Gordon Lightfoot’s song was playing while I shuffled around my kitchen trying to simplify my thoughts and push down the anxiety. God Damed Anxiety is back. It puts this tight clamp on my spine where the cortisol moves in and stirs up feelings of hopelessness, lack of confidence, uselessness. All those wonderful wonderful feelings to carry like a monkey through the days.
In 1999, in postpartum after the birth of my one child, I was flung into a psychosis which turned into a straight-jacket and a rubber room experience. Haldol and all. (Locked up in D.C.). I was then, at the age of 33, diagnosed Bipolar. I had never had any symptoms prior to that. But you see, I am Military Martha. My whole family of six siblings call me that. I am the sensible one. The rule-follower. List maker (thank’s Annie). The one who solves problems. I am definitely NOT the one who ends up in a Johnny coat running for my life out the hospital doors at -20 Celsius with my undies on show. (Crazy Train 2011)
But this is mental illness folks. It takes all that you know and turns it upside down. It makes that positive side of me disappear. It makes it nearly impossible to reach out to friends and family (unless it turns into mania and then it is impossible to NOT reach out to friends and family and just about anyone else, and even at 3 in the morning).
Even the simplest of tasks cause me to turn in circles and not know where to begin. I need adult supervision. Thanks Uncle Buck. My husband of 28 years becomes the one person who knows me so well. He takes my hand and leads me along through the cloud. He will encourage me with a simple tasks to focus on and accomplish, telling me all the other stuff can wait. It’s not going to be a problem if it all just waits, he says.
Yesterday I was trying to explain the anxiety to my sister on the phone, three provinces away. It is like I know cerebrally that the task is not important but even knowing that, I feel like I am swimming in goop and am finding it hard to keep my head above it. Couple that with the feeling of a huge alligator clamp on my lower spine and that everything I look at is somehow wrong: not good enough, out of order, messy, needs fixing…AHHH! It becomes just overwhelming.
I was explaining how some things seem to help. Letting things go until a better time, cancel, reschedule, forego, cross it off the list. Listening to up and happy music. Walking in nature. Holding hands with my husband and quietly talking and walking. Simple tasks: peeling potatoes, hanging laundry, watering the garden, weeding, sweeping the floor, scraping the paint on the house with a warm sun on my back…all seem to help, if I can get out of my own way to do them.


**Work instructions:** A single figure is expected: how many lines of the data that follows contain the word "screenshot".

[[ Available records, beginning ]]

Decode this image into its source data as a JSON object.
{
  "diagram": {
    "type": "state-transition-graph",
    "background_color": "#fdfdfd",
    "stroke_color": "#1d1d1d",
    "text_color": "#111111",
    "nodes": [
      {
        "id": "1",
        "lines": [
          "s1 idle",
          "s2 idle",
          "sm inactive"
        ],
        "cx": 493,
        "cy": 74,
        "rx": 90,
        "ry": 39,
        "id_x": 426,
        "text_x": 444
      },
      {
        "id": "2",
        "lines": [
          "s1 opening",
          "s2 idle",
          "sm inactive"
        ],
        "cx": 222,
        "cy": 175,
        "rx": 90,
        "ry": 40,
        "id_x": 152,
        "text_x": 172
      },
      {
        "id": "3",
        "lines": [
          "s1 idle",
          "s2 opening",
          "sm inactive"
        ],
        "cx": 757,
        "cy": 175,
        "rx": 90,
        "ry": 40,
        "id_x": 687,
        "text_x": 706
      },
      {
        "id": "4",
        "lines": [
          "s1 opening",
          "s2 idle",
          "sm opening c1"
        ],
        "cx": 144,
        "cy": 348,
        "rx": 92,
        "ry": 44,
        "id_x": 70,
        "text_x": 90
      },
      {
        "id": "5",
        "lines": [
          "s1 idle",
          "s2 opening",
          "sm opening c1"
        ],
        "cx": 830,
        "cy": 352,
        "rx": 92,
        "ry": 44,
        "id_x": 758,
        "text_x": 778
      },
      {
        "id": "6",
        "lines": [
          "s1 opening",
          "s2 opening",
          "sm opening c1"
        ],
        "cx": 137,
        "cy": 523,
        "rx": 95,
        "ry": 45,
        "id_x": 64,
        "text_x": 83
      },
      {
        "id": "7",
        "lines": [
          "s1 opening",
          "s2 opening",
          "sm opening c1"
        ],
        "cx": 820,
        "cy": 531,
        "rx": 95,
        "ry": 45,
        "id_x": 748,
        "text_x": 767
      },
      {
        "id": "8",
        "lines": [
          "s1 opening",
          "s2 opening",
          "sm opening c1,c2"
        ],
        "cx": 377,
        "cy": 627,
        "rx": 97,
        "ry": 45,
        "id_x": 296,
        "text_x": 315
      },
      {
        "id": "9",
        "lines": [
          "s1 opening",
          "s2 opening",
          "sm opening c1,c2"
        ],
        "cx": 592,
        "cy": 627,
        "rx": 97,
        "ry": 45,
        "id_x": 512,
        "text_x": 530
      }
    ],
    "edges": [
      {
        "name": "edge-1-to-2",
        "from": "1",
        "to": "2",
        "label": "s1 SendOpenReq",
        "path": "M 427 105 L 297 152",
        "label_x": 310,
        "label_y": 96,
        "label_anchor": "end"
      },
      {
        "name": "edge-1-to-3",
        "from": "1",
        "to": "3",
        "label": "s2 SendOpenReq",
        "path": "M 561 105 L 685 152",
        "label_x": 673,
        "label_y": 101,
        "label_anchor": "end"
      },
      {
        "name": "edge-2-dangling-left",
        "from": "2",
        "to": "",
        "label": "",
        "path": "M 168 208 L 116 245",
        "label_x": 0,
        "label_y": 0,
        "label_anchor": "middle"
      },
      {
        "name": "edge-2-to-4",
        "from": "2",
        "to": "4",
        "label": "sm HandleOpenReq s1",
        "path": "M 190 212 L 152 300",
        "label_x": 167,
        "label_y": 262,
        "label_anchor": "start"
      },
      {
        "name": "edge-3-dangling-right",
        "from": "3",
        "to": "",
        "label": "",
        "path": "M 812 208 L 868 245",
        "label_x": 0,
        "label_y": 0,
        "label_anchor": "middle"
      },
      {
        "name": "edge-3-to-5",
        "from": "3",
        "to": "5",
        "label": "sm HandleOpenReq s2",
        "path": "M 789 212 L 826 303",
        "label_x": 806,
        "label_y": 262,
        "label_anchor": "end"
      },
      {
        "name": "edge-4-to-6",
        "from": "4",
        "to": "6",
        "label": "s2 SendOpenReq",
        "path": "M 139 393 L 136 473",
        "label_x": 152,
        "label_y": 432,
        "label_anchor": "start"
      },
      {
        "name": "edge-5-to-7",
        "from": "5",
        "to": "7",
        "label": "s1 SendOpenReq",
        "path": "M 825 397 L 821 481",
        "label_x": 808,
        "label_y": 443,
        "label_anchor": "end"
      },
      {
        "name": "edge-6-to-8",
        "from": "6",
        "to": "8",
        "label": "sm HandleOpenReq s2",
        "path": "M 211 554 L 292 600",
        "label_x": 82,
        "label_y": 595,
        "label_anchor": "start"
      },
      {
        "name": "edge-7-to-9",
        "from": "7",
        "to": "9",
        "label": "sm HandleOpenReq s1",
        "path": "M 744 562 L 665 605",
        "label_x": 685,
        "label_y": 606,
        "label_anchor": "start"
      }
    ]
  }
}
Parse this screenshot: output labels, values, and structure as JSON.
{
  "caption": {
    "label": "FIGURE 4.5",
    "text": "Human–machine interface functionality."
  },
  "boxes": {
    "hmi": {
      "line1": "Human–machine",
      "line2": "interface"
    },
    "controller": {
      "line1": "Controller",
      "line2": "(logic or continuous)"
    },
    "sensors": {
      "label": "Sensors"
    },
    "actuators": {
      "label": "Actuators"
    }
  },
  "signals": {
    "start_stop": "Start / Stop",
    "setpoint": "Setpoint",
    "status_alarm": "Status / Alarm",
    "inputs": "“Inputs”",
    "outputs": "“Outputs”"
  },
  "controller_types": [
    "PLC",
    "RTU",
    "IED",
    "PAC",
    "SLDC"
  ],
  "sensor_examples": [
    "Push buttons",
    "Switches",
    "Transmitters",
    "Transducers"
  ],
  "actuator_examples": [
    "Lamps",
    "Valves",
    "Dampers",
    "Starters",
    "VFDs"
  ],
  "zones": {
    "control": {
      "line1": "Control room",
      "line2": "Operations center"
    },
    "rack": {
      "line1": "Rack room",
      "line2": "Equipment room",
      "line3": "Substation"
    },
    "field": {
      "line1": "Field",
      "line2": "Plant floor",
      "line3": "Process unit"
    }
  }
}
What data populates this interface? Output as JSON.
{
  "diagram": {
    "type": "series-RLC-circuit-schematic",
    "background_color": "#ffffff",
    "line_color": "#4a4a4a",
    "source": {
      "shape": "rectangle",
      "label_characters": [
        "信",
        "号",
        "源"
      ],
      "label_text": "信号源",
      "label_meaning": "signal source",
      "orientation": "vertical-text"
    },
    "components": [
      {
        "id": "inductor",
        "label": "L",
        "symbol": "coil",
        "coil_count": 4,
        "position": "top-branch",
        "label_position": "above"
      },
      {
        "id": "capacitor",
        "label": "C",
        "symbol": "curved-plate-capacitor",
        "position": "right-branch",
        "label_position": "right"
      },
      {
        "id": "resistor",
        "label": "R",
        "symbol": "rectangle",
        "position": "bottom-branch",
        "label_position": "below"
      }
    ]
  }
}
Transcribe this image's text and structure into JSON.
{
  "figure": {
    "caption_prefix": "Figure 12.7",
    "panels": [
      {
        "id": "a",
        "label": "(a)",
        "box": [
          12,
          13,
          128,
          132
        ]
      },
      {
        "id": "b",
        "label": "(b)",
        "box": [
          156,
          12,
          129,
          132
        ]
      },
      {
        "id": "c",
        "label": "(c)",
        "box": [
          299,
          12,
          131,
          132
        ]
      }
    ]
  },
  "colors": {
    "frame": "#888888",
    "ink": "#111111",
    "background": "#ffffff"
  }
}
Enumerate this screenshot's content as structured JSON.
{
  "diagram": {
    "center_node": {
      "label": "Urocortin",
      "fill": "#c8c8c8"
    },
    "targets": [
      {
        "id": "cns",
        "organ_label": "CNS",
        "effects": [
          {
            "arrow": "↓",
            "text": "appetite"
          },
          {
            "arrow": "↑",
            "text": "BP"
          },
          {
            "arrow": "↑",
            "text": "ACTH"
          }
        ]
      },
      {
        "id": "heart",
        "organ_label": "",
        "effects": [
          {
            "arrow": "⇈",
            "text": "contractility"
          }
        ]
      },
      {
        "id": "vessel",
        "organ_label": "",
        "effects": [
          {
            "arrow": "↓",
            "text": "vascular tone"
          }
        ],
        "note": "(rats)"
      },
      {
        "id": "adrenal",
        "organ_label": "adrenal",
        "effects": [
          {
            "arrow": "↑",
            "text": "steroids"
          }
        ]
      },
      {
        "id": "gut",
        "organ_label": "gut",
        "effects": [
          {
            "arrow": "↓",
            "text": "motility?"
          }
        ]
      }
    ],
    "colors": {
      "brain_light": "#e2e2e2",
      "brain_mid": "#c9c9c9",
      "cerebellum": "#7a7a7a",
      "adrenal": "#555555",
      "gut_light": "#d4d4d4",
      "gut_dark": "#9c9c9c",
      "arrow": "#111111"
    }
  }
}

[[ Available records, end ]]

**Output of the task:** 2